Mistake 1 – Stacking a blind via on top of a through via
They will interfere. Keep them separated.

Mistake 2 – Forgetting the capture pad
Each blind via needs a copper ring (capture pad) on the target layer that is slightly larger than the hole. If the pad is too small, the laser might miss.

Mistake 3 – Mixing different orders on the same layer pair
For example, using both 1‑order and 2‑order blind vias ending on the same inner layer. This greatly increases manufacturing complexity. Keep the same order per region.

Mistake 4 – Placing blind vias in bend areas (for rigid‑flex)
If your board has a flexible section, keep blind vias out of the bend area. Otherwise, the copper in the via wall will crack after a few bends.

Mistake 5 – Over‑specifying
More blind vias and higher orders cost more. Don't design for the sake of "advanced technology" – design for what you actually need.

7. Why Choose Us? We Do Blind Vias, HDI, and Rigid‑Flex Every Day.

We are a custom flexible circuit board, rigid‑flex, HDI high‑frequency, and PCBA manufacturer. Blind vias are a routine part of our work.

  • HDI capability – 1‑order, 2‑order, 3‑order, and any‑layer HDI. Minimum laser blind via 0.075mm, minimum mechanical via 0.15mm.

  • Rigid‑flex expertise – We know how to design blind vias in the transition zones without breaking.
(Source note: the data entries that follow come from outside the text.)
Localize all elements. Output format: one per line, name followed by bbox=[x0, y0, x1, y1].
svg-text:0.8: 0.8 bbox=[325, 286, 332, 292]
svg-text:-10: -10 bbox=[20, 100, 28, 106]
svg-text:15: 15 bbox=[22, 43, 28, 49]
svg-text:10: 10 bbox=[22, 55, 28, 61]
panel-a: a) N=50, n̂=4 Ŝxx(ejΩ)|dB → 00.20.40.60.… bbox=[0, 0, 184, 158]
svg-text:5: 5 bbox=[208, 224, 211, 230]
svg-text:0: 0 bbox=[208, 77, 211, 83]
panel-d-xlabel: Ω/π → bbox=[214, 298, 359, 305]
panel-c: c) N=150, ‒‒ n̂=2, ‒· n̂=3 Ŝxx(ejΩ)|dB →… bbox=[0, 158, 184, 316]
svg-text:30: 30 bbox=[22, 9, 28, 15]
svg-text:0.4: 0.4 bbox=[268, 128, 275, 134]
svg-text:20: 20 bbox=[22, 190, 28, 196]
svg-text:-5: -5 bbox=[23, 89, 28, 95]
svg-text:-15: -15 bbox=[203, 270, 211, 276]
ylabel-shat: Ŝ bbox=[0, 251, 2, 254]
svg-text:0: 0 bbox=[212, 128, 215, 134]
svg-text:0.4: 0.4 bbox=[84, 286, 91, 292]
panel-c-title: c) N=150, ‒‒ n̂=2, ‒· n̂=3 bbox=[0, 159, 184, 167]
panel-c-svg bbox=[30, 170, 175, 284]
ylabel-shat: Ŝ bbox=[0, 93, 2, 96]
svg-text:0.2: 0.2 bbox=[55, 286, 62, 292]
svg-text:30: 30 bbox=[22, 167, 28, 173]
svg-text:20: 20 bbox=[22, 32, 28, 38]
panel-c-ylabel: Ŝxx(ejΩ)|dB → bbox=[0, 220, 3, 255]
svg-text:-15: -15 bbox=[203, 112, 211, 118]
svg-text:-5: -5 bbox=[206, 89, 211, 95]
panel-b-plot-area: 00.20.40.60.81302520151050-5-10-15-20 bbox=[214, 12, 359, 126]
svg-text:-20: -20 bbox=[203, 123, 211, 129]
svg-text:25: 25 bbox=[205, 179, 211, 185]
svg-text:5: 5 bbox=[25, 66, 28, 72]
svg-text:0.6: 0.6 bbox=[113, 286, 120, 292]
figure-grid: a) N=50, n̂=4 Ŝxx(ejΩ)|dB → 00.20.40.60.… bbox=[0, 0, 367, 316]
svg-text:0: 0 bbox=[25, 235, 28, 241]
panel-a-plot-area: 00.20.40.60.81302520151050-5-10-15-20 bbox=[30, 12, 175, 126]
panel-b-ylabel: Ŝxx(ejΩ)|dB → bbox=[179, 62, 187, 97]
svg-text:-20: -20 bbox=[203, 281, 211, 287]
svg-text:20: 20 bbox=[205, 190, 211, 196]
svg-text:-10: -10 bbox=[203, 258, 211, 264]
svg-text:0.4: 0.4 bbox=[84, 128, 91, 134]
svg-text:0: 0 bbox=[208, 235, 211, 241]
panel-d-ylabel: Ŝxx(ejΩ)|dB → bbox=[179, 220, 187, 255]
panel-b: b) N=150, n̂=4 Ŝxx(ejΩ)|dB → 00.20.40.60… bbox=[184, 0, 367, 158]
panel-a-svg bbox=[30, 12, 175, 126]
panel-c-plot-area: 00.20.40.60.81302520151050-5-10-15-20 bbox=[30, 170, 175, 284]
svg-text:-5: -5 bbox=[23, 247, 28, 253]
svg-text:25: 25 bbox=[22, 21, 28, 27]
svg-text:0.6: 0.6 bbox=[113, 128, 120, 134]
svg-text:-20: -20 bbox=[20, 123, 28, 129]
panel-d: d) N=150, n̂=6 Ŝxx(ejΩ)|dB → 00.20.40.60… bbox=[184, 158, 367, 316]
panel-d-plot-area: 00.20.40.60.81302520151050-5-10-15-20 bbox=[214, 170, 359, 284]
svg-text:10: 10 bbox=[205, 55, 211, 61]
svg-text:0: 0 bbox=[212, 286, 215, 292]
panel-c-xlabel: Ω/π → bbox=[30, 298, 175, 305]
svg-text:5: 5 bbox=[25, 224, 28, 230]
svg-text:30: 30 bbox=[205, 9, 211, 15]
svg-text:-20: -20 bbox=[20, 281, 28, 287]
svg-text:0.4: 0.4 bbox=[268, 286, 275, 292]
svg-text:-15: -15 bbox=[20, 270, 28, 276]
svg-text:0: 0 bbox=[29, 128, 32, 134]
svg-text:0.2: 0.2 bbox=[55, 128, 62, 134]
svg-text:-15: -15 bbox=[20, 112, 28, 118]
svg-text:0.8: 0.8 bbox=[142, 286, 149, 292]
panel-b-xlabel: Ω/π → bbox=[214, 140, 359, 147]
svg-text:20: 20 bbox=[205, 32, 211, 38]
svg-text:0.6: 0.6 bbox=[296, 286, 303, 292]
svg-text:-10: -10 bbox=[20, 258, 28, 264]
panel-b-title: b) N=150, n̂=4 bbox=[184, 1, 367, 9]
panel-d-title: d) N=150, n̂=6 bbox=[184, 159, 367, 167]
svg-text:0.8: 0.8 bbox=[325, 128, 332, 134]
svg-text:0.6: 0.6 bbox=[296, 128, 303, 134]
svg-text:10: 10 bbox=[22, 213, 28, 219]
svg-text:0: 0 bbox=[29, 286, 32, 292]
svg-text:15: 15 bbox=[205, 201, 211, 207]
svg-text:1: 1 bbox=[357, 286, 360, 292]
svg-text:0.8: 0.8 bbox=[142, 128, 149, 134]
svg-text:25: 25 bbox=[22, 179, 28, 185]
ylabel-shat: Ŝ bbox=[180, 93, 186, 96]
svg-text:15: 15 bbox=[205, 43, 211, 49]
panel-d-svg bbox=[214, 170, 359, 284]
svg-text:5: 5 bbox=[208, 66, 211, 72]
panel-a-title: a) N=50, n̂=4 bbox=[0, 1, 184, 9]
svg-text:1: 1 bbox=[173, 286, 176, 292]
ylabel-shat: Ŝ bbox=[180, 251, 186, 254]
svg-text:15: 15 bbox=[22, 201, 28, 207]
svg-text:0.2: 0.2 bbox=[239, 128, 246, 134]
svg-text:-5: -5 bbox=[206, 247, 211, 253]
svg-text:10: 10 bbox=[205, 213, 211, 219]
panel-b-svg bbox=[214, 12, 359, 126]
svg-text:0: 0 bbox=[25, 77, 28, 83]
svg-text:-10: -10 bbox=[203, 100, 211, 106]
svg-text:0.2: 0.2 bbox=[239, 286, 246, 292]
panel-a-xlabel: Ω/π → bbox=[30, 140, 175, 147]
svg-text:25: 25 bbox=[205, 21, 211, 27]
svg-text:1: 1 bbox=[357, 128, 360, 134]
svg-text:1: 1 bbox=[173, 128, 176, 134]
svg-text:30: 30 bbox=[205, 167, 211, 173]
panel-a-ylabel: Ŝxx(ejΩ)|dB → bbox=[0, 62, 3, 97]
We also know how to keep them away from bend areas.

  • High‑frequency materials – Rogers, PTFE, LCP – we laser‑drill blind vias on all of them, with clean hole walls.

  • Turnkey PCBA – We not only make the board, but also assemble it. Our high‑precision placement machines and 3D SPI ensure perfect solder paste on blind via pads.

Industries we serve: consumer electronics (phones, watches, TWS earbuds), automotive (cameras, radar), medical (endoscopes, sensors), industrial (robotics, encoders).

8. How to Start an HDI Project with Blind Vias – 3 Steps

Step 1 – Send your design files
Provide: Gerber files (with blind/buried via definitions), stackup, drill file (clearly marking which holes are blind, buried, or through). Not sure how to define them? Just send us your raw design – we'll help you sort it out.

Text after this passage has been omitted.